Hi. In his book A Short Critique of Kant's Unreason, dr. Avi Sion has made the following suggestion: "Kant’s dichotomy between the world apparent to us and some unknowable more really real world beyond is based on and buttressed by his peculiar theory of logic. I refer especially to his analytic-synthetic dichotomy."
I would be glad if the author, or somebody else, clarifies what precisely this grounding consists in since there can be numerous suggestions on this point. Thus, it would not be unnatural to suppose that the grounding was presumed to work in the opposite direction, that is, the dualism between the noumenal and the phenomenal actually grounds the analytic-synthetic dichotomy (or, at least, its synthetic a priori part), not vice versa. I personally believe that Kant indeed at least tried to argue from and adhere to the logico-epistemological viewpoint but I cannot fully explicate the connection in question. It would be natural to suppose that synthetic a priori judgments ensure both the so-called Copernican turn and the dualism at issue if there were not a possibility that they themselves were deduced based on the ready-made dualism.
Thanks in advance.
You quote the introduction to chapter 2: "Kant’s dichotomy between the world apparent to us and some unknowable more really real world beyond is based on and buttressed by his peculiar theory of logic. I refer especially to his analytic-synthetic dichotomy." This was intended to link this chapter with the previous, in which I discussed Kant's fanciful claim to a transcendental reality.
In the conclusion of chapter 2, I wrote: "The logic proposed by Kant does not correspond to the logic of actual human discourse; it is a mere incoherent invention of his. He may have pretentiously called it a critique of pure reason, but I would call it an impure critique devoid of reason. If he describes reason erroneously, he is logically bound to end up with absurdities like the unbridgeable gulf between things-in-themselves and things-as-they-appear. But such difficulties are not the fault of reason; they are the fault of (his own) unreason."
Through that chapter, I describe aspects of how humans actually develop knowledge and show that this method does not correspond to the one erroneously proposed by Kant (notably, the analytic-synthetic dichotomy). The connection between these two chapters is the workings of Kant's own mind - in the same way as he lacks logical acumen in his proposed theory of knowledge, so he lacks intellectual skill in his proposed theory of twofold reality. The same amateur mind is at work, producing both of these silly theories of his.
Still, I would place the analytic-synthetic dichotomy as logically underlying the things-apparent or in-themselves dichotomy, for the following reason. Call these his epistemological and metaphysical claims, roughly speaking. His metaphysical claim is essentially imaginative, whereas his epistemological claim is a more intellectual construct. The metaphysics he proposes is not historically new - all religions have used similar ideas; whereas, his epistemology constitutes a novel attempt to intellectually justify that metaphysics by laying claim to possibilities of a priori knowledge, i.e. knowledge quite independent from experience.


§ **Task details**: Looking at the data below, report how many lines contain "label", with no other words.

§ **Data items**:
*** Begin section ***

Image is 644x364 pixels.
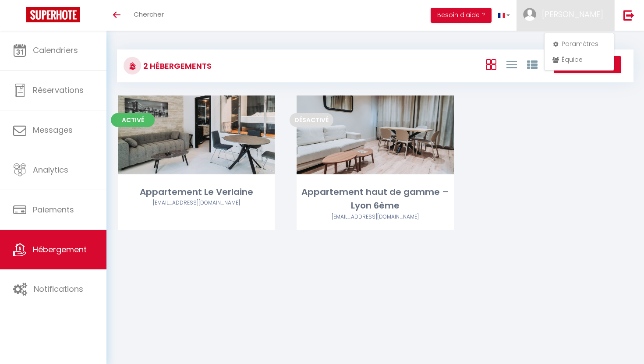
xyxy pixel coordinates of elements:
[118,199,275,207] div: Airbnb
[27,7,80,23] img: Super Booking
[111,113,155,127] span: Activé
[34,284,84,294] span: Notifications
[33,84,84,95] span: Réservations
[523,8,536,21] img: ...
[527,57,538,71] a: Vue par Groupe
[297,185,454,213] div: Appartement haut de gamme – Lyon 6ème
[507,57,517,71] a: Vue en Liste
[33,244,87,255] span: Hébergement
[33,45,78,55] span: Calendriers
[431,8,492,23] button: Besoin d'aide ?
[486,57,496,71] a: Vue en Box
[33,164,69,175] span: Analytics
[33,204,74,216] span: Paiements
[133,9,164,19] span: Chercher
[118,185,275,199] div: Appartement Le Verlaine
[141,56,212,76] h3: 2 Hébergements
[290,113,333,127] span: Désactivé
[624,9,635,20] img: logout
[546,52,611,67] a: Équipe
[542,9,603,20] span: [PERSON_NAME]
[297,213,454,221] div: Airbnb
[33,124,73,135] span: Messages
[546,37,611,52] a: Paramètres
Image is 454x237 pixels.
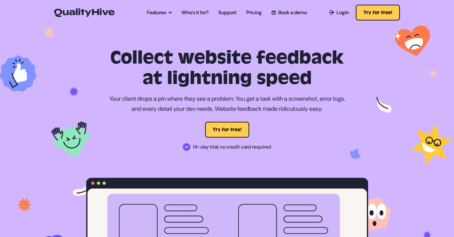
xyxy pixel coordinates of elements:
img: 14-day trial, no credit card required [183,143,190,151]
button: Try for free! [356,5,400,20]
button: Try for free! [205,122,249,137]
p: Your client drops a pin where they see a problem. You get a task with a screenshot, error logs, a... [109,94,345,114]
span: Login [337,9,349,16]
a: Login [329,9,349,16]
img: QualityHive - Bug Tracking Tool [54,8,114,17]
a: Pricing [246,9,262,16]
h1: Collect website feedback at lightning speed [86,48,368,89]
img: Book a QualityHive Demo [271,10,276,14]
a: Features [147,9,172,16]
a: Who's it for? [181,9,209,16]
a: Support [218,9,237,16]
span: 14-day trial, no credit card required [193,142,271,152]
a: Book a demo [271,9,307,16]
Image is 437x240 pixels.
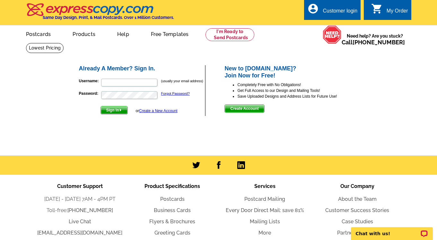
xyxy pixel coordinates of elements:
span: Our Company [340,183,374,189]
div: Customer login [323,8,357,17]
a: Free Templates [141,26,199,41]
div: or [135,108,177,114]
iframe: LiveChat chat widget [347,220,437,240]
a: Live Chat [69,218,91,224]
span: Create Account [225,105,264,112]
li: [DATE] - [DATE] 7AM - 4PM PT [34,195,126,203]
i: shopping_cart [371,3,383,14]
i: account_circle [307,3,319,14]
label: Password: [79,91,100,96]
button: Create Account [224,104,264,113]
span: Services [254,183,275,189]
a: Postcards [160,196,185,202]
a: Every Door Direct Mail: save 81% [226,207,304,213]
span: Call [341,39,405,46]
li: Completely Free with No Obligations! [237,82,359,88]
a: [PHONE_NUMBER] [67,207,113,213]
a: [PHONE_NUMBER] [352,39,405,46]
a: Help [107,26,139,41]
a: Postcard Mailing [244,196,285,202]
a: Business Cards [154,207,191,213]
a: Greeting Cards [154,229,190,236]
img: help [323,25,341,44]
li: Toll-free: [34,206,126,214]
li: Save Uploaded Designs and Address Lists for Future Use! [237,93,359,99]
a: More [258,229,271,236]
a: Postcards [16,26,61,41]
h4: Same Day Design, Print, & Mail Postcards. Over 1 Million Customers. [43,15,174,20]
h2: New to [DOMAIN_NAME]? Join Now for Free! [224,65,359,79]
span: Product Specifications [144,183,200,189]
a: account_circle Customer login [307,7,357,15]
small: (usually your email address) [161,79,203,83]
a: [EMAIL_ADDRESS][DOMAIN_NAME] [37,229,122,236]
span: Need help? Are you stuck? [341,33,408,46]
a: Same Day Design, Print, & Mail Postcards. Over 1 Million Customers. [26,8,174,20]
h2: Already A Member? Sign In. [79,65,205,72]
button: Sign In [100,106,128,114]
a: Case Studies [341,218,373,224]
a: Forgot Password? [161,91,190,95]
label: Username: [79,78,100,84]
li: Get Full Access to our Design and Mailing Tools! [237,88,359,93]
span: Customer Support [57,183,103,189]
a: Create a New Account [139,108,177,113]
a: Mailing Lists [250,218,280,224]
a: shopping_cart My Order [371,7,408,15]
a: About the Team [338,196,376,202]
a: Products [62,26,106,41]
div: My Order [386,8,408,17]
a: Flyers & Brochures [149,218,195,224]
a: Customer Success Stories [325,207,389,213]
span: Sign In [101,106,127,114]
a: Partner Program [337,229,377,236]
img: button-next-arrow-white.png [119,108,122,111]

*** End section ***

§ **Task response**: 2